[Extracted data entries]
========

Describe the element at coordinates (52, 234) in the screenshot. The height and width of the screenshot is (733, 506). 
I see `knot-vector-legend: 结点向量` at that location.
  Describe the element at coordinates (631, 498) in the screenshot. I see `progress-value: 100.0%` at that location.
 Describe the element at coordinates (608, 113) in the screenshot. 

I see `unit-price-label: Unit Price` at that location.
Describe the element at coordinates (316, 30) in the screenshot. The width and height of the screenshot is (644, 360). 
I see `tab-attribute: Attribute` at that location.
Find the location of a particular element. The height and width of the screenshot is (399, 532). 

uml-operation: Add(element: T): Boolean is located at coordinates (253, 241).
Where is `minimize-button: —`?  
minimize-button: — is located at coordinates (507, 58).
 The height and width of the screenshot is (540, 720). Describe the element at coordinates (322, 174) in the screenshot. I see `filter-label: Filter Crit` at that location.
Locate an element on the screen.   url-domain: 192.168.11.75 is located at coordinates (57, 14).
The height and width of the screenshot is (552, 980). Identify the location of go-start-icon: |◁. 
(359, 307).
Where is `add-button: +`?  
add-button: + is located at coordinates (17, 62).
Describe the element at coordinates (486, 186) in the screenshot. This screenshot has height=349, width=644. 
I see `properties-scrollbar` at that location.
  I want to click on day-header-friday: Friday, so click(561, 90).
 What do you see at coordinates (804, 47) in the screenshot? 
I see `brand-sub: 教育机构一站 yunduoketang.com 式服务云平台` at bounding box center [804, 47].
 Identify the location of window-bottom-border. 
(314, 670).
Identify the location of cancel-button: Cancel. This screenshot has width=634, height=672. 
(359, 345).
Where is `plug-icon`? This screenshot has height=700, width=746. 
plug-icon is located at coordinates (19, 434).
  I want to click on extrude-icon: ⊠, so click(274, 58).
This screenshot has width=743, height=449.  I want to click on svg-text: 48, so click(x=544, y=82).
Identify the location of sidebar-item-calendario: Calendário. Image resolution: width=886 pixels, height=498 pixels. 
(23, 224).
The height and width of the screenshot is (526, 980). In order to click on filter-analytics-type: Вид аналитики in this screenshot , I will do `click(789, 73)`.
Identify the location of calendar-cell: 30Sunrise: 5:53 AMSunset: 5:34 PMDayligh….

========

**Task directions:** Your reply should consist of the records, duplicated exactly.

**Answer section:**
Describe the element at coordinates (52, 234) in the screenshot. The height and width of the screenshot is (733, 506). 
I see `knot-vector-legend: 结点向量` at that location.
  Describe the element at coordinates (631, 498) in the screenshot. I see `progress-value: 100.0%` at that location.
 Describe the element at coordinates (608, 113) in the screenshot. 

I see `unit-price-label: Unit Price` at that location.
Describe the element at coordinates (316, 30) in the screenshot. The width and height of the screenshot is (644, 360). 
I see `tab-attribute: Attribute` at that location.
Find the location of a particular element. The height and width of the screenshot is (399, 532). 

uml-operation: Add(element: T): Boolean is located at coordinates (253, 241).
Where is `minimize-button: —`?  
minimize-button: — is located at coordinates (507, 58).
 The height and width of the screenshot is (540, 720). Describe the element at coordinates (322, 174) in the screenshot. I see `filter-label: Filter Crit` at that location.
Locate an element on the screen.   url-domain: 192.168.11.75 is located at coordinates (57, 14).
The height and width of the screenshot is (552, 980). Identify the location of go-start-icon: |◁. 
(359, 307).
Where is `add-button: +`?  
add-button: + is located at coordinates (17, 62).
Describe the element at coordinates (486, 186) in the screenshot. This screenshot has height=349, width=644. 
I see `properties-scrollbar` at that location.
  I want to click on day-header-friday: Friday, so click(561, 90).
 What do you see at coordinates (804, 47) in the screenshot? 
I see `brand-sub: 教育机构一站 yunduoketang.com 式服务云平台` at bounding box center [804, 47].
 Identify the location of window-bottom-border. 
(314, 670).
Identify the location of cancel-button: Cancel. This screenshot has width=634, height=672. 
(359, 345).
Where is `plug-icon`? This screenshot has height=700, width=746. 
plug-icon is located at coordinates (19, 434).
  I want to click on extrude-icon: ⊠, so click(274, 58).
This screenshot has width=743, height=449.  I want to click on svg-text: 48, so click(x=544, y=82).
Identify the location of sidebar-item-calendario: Calendário. Image resolution: width=886 pixels, height=498 pixels. 
(23, 224).
The height and width of the screenshot is (526, 980). In order to click on filter-analytics-type: Вид аналитики in this screenshot , I will do `click(789, 73)`.
Identify the location of calendar-cell: 30Sunrise: 5:53 AMSunset: 5:34 PMDayligh….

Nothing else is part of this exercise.